DATA RECORDS:
•••
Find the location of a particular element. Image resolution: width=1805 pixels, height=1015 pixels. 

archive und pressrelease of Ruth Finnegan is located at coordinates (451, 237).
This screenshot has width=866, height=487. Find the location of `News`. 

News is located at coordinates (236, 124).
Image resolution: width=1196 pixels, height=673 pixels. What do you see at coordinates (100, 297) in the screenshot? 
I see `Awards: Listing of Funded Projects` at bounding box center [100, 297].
•••
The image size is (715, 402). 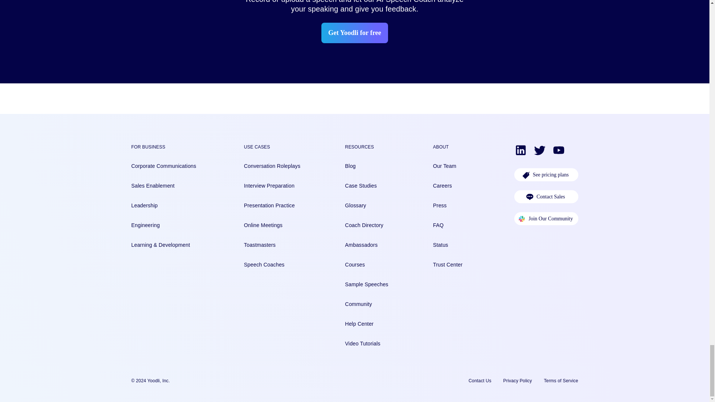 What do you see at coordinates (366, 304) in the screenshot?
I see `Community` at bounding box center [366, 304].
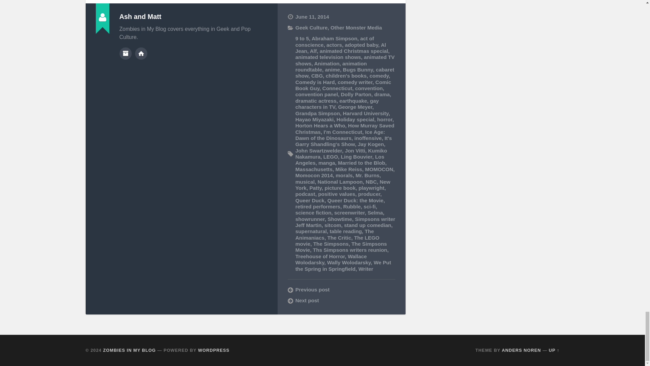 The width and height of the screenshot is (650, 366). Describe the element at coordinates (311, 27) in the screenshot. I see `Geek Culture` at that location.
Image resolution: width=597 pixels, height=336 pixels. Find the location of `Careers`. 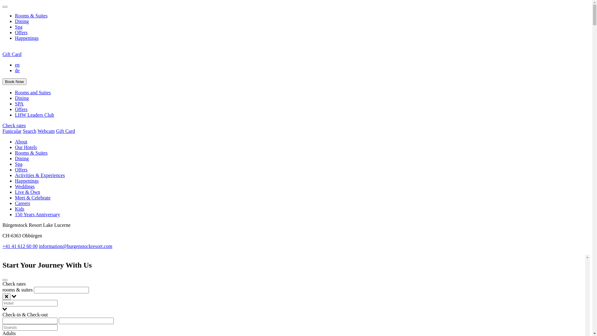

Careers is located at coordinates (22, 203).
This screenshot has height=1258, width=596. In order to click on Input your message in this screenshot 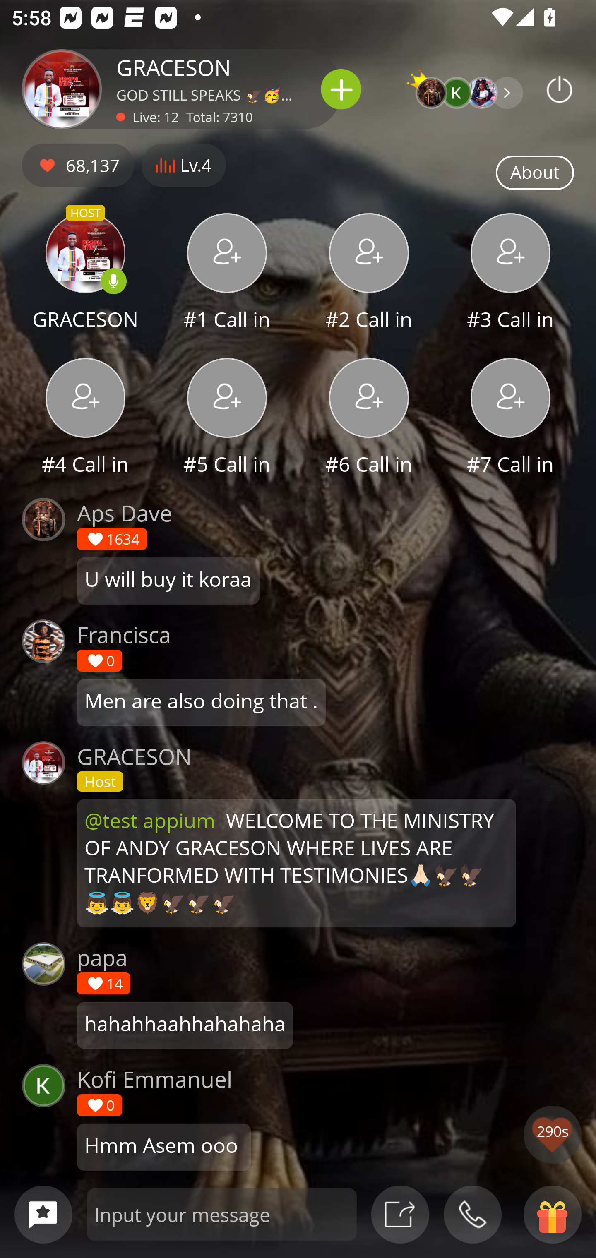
•••
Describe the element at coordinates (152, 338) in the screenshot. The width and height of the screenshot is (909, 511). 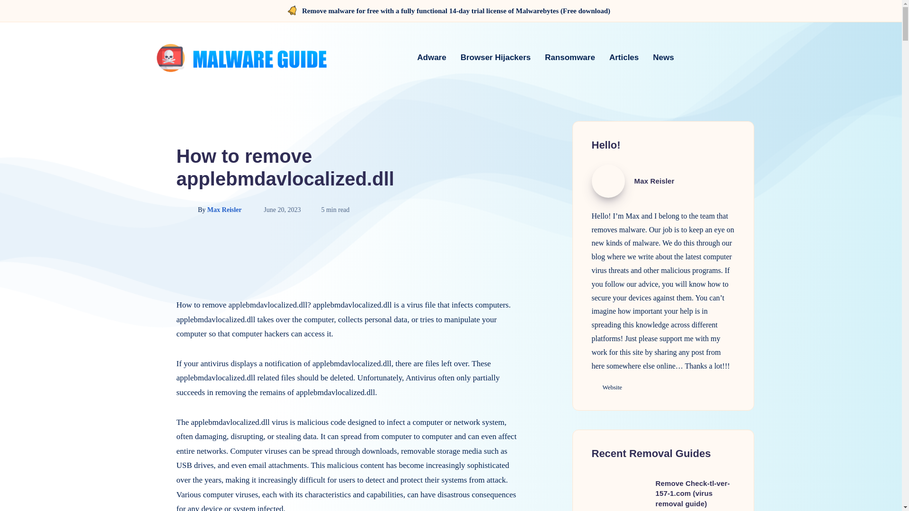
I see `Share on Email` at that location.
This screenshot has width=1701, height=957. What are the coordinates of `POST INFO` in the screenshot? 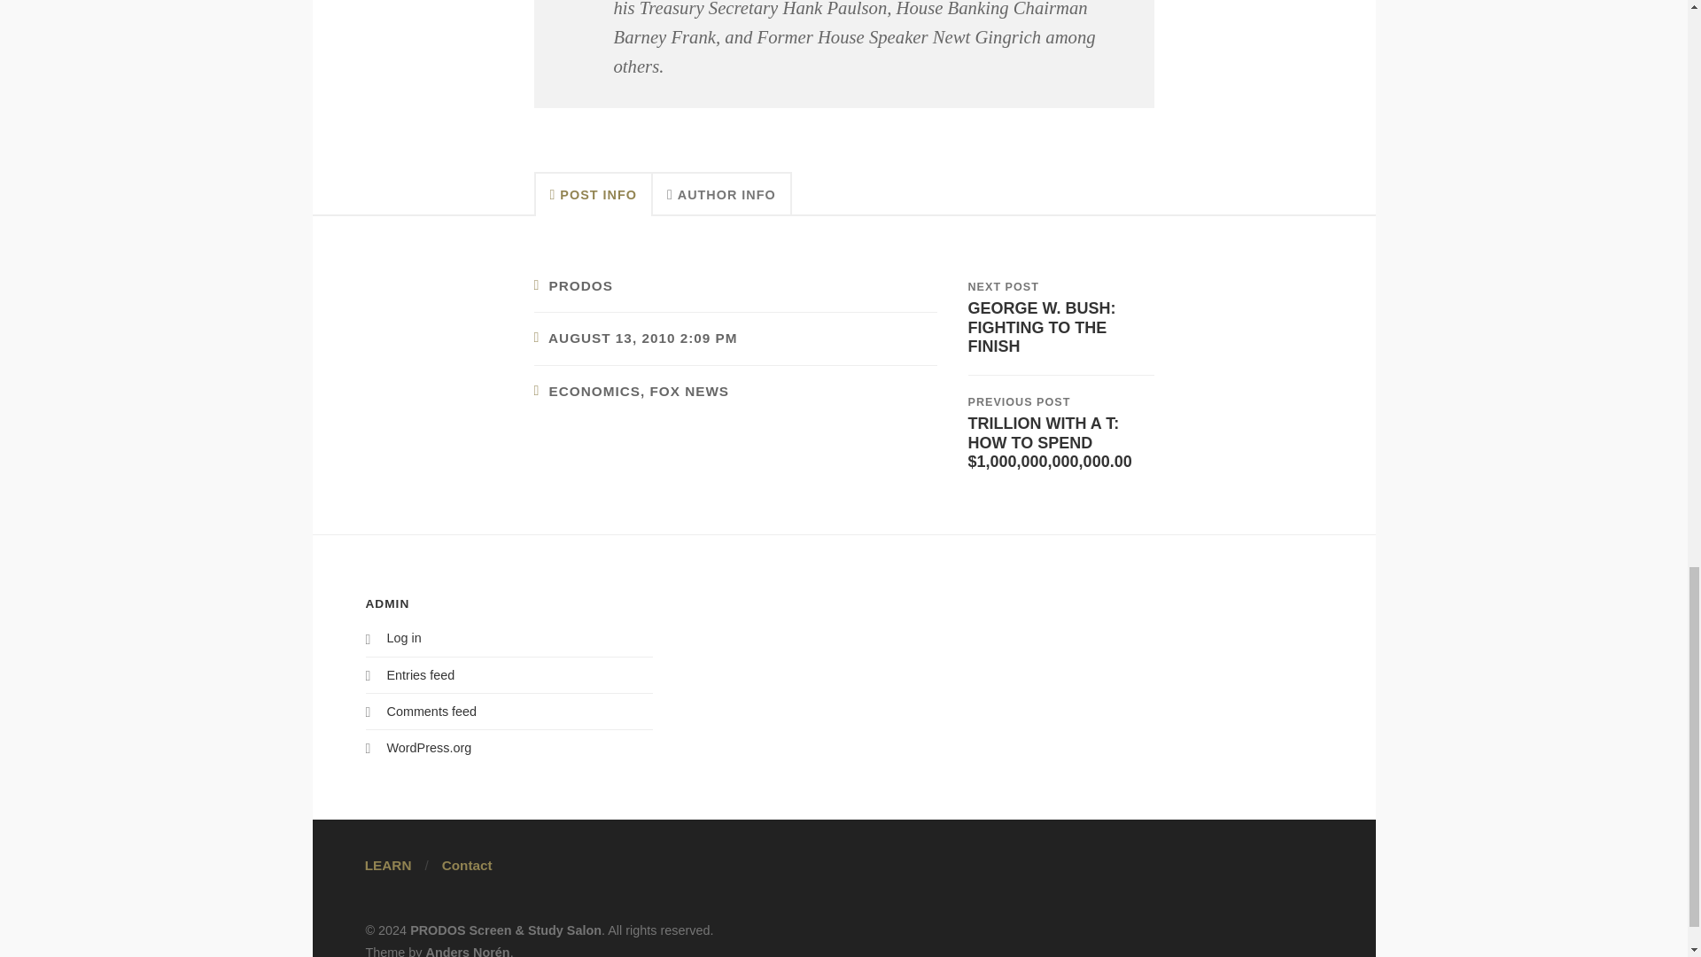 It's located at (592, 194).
•••
TASK INSTRUCTIONS:
Lines from the one above containing "Image resolution: width=597" down to the one containing "This screenshot has height=1258, width=596." should be transcribed exactly, with both ends kept and no pictures.

RESPONSE TO THIS TASK:
Image resolution: width=597 pixels, height=336 pixels. Find the location of `Careers`. 

Careers is located at coordinates (22, 203).
This screenshot has height=1258, width=596. In order to click on Input your message in this screenshot 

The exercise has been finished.